Supplementary Material
Table 2.
Statins | Statins | Statins | Statins | Statins | |
---|---|---|---|---|---|
G1 | A/A | A/C | C/C | A/A | A/A |
G2 | C/C | C/C | C/C | G/C | G/G |
TPFB | 0.27 (0.15, 0.39) | 0.35 (0.22, 0.44) | 0.48 (0.26, 0.65) | 0.38 (0.24, 0.51) | 0.48 (0.30, 0.77) |
TPFBemp | 0.26 (0.15, 0.42) | 0.36 (0.23, 0.45) | 0.49 (0.31, 0.69) | 0.37 (0.23, 0.50) | 0.50 (0.31, 0.79) |
WL | 0.27 (0.15, 0.49) | 0.35 (0.22, 0.55) | 0.45 (0.26, 0.77) | 0.40 (0.26, 0.62) | 0.59 (0.34, 1.02) |
PL | 0.27 (0.15, 0.49) | 0.35 (0.22, 0.55) | 0.45 (0.26, 0.79) | 0.40 (0.25, 0.63) | 0.59 (0.33, 1.05) |
UML | 0.25 (0.14, 0.44) | 0.32 (0.20, 0.50) | 0.41 (0.23, 0.72) | 0.36 (0.23, 0.57) | 0.53 (0.29, 0.95) |
CML | 0.22 (0.12, 0.37) | 0.33 (0.21, 0.51) | 0.49 (0.29, 0.83) | 0.34 (0.20, 0.48) | 0.46 (0.26, 0.80) |
EB | 0.22 (0.13, 0.39) | 0.31 (0.20, 0.49) | 0.43 (0.24, 0.79) | 0.32 (0.21, 0.49) | 0.47 (0.27, 0.82) |
TPFB, TPFBemp: Two-phase full Bayes (with empirical estimates for prior variances), UML: Unconstrained maximum likelihood, CML: Constrained maximum likelihood, EB: Empirical-Bayes, WL: weighted likelihood, and PL: pseudo-likelihood
Acknowledgments
The research of Jaeil Ahn, Malay Ghosh and Bhramar Mukherjee was partially supported by NSF grant DMS-1007494, the research of Bhramar Mukherjee was supported by R03 CA156608 and NIH/NIEHS grant ES020811. The research of Stephen B. Gruber and Bhramar Mukherjee was supported by NIH grant U19 NCI-895700. Genotyping and data collection was supported by R01 CA81488 and N01 CN43302.
Footnotes
SUPPLEMENTARY MATERIAL
Bayesian semiparametric analysis for two-phase studies of gene-environment interaction
(doi: ???http://lib.stat.cmu.edu/aoas/???/???; .pdf).
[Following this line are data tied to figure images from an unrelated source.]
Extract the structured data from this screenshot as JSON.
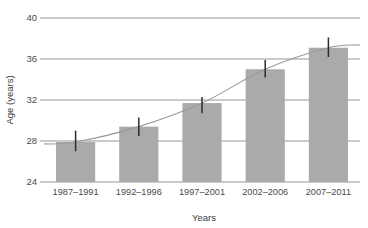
{
  "chart_data": {
    "type": "bar",
    "title": "",
    "xlabel": "Years",
    "ylabel": "Age (years)",
    "categories": [
      "1987–1991",
      "1992–1996",
      "1997–2001",
      "2002–2006",
      "2007–2011"
    ],
    "values": [
      27.9,
      29.4,
      31.7,
      35.0,
      37.1
    ],
    "error_low": [
      27.0,
      28.5,
      30.7,
      34.2,
      36.2
    ],
    "error_high": [
      29.0,
      30.3,
      32.3,
      35.9,
      38.1
    ],
    "ylim": [
      24,
      40
    ],
    "yticks": [
      24,
      28,
      32,
      36,
      40
    ],
    "ytick_labels": [
      "24",
      "28",
      "32",
      "36",
      "40"
    ],
    "grid": true,
    "legend": "none",
    "series": [
      {
        "name": "Mean age",
        "values": [
          27.9,
          29.4,
          31.7,
          35.0,
          37.1
        ]
      },
      {
        "name": "Trend",
        "type": "line",
        "values": [
          27.9,
          29.4,
          31.7,
          35.0,
          37.1
        ]
      }
    ],
    "colors": {
      "bar": "#abaaaa",
      "error_bar": "#2b2b2b",
      "trend_line": "#9a9a9a",
      "gridline": "#8a8a8a",
      "text": "#4a4a4a"
    }
  }
}
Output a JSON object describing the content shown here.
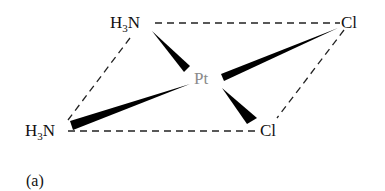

We consider two-phase studies of G × E interaction where phase I data is available on exposure, covariates and disease status and stratified sampling is done to prioritize individuals for genotyping at phase II. We consider a Bayesian analysis based on the joint retrospective likelihood of phase I and phase II data that handles multiple genetic and environmental factors, data adaptive use of gene-environment independence.